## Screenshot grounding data
***

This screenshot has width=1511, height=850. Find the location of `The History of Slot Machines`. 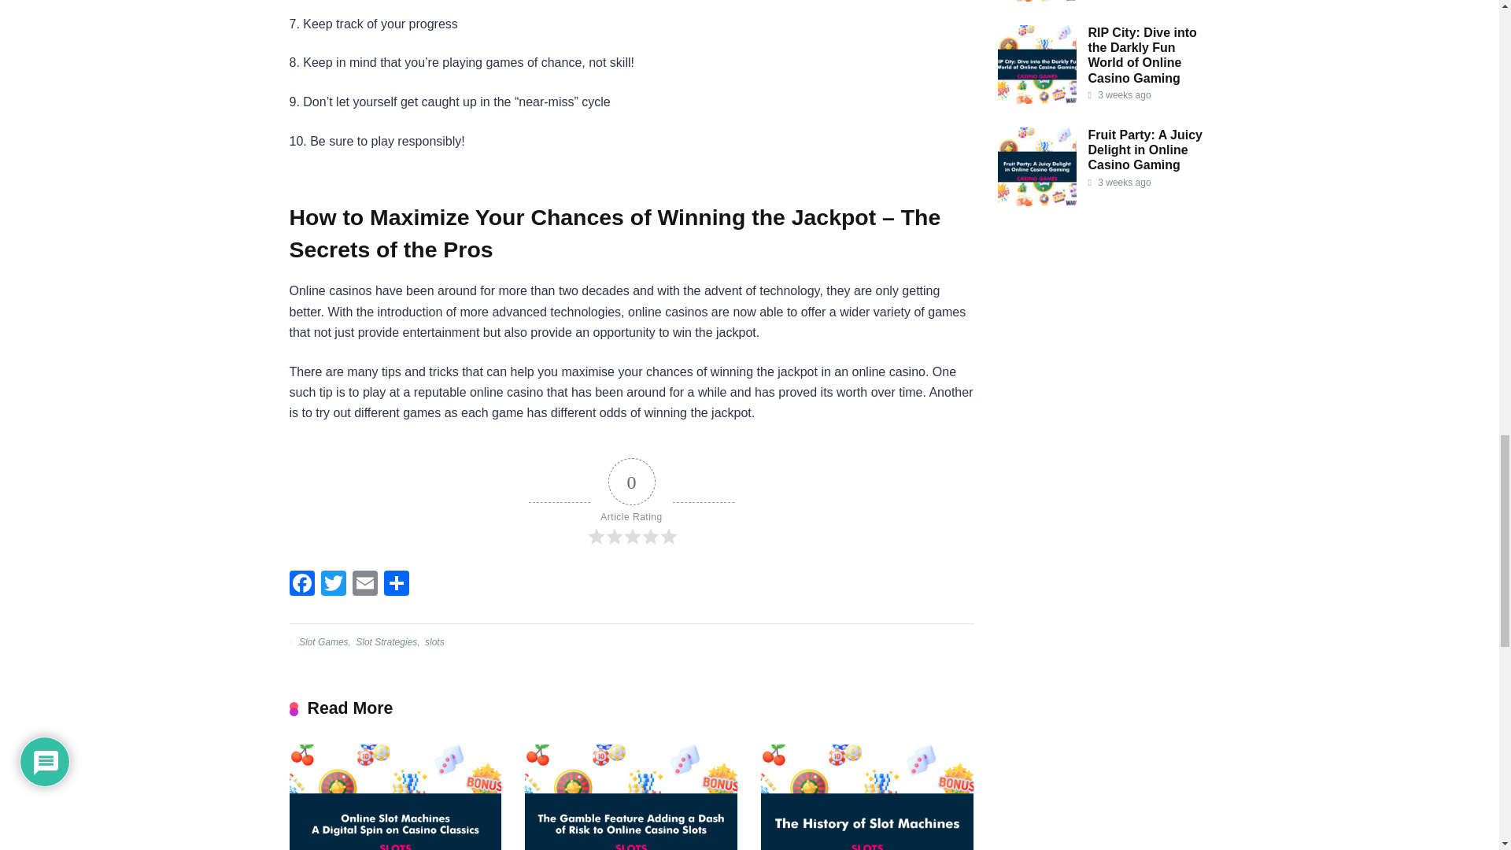

The History of Slot Machines is located at coordinates (867, 797).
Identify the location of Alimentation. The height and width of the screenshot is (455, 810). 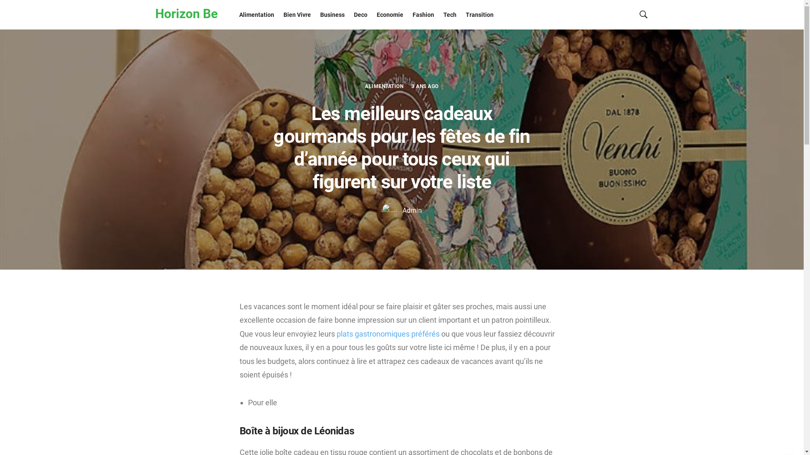
(256, 15).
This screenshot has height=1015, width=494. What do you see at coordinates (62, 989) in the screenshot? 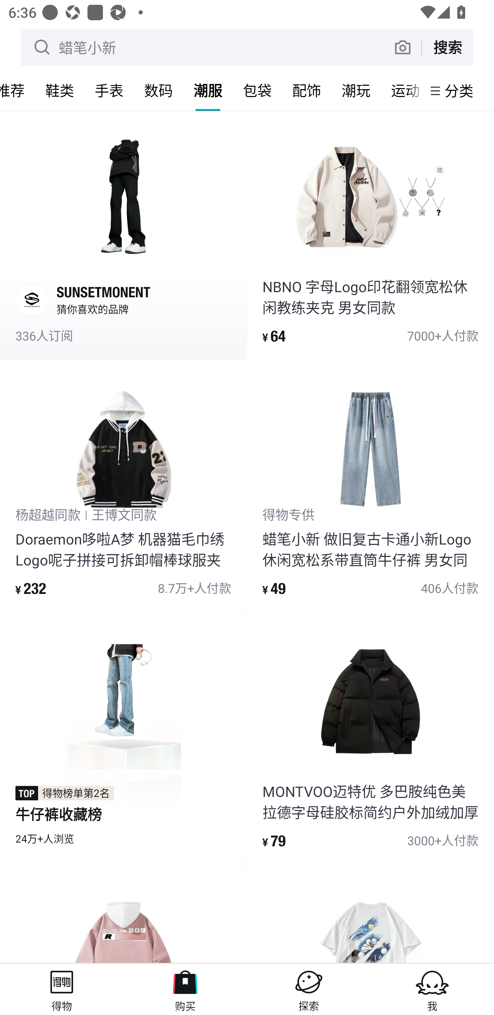
I see `得物` at bounding box center [62, 989].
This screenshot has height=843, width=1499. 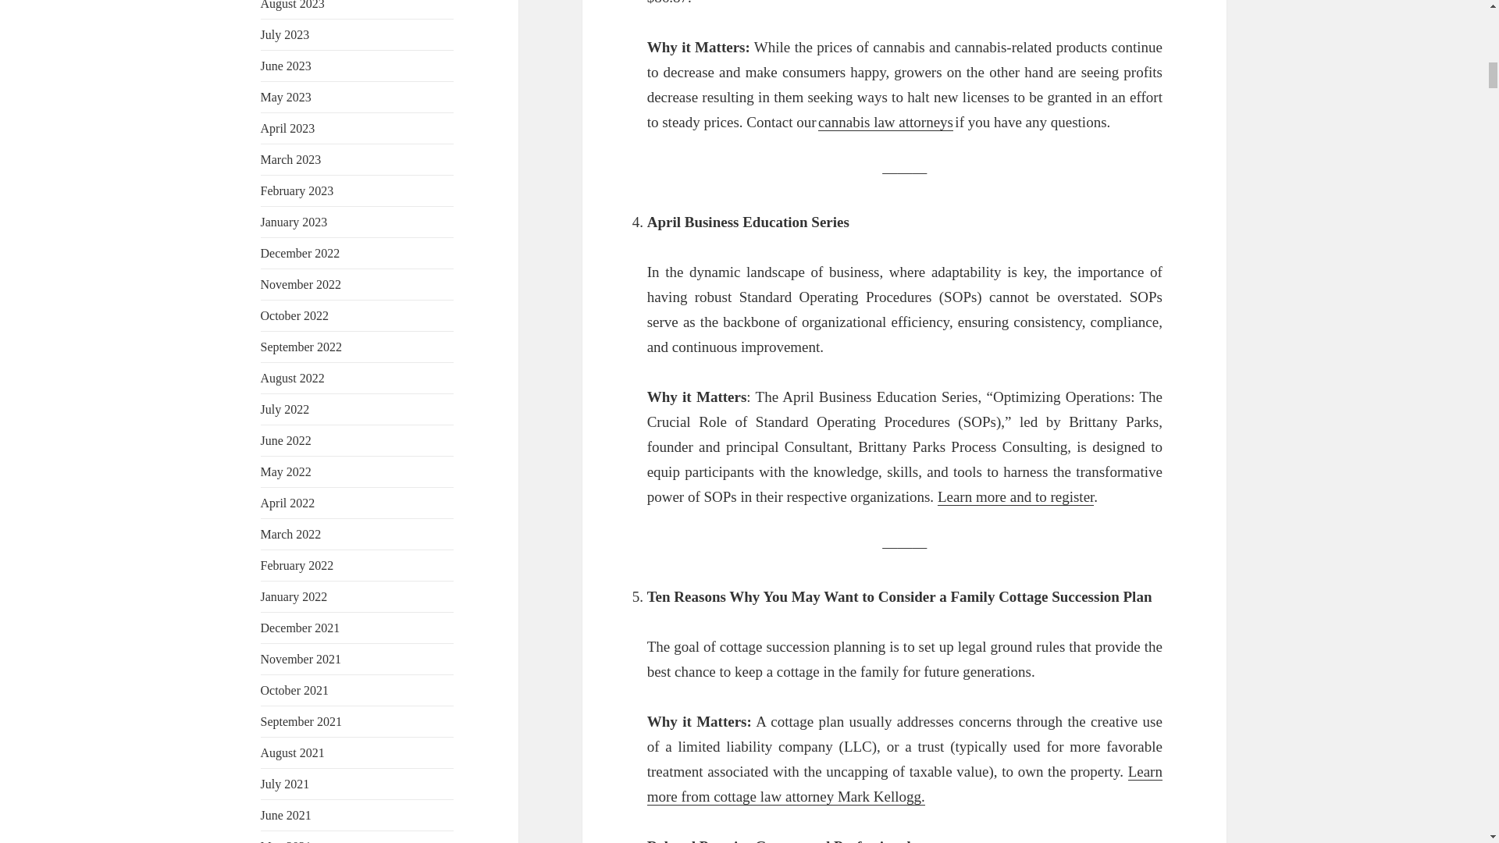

***

## TASK DESCRIPTION
An exact reproduction of all the records is required, with no pictures included.

## WRITTEN SOLUTION
This screenshot has width=1511, height=850. Find the location of `The History of Slot Machines`. 

The History of Slot Machines is located at coordinates (867, 797).
Identify the location of Alimentation. The height and width of the screenshot is (455, 810). 
(256, 15).
This screenshot has height=1015, width=494. What do you see at coordinates (62, 989) in the screenshot? 
I see `得物` at bounding box center [62, 989].
This screenshot has height=843, width=1499. 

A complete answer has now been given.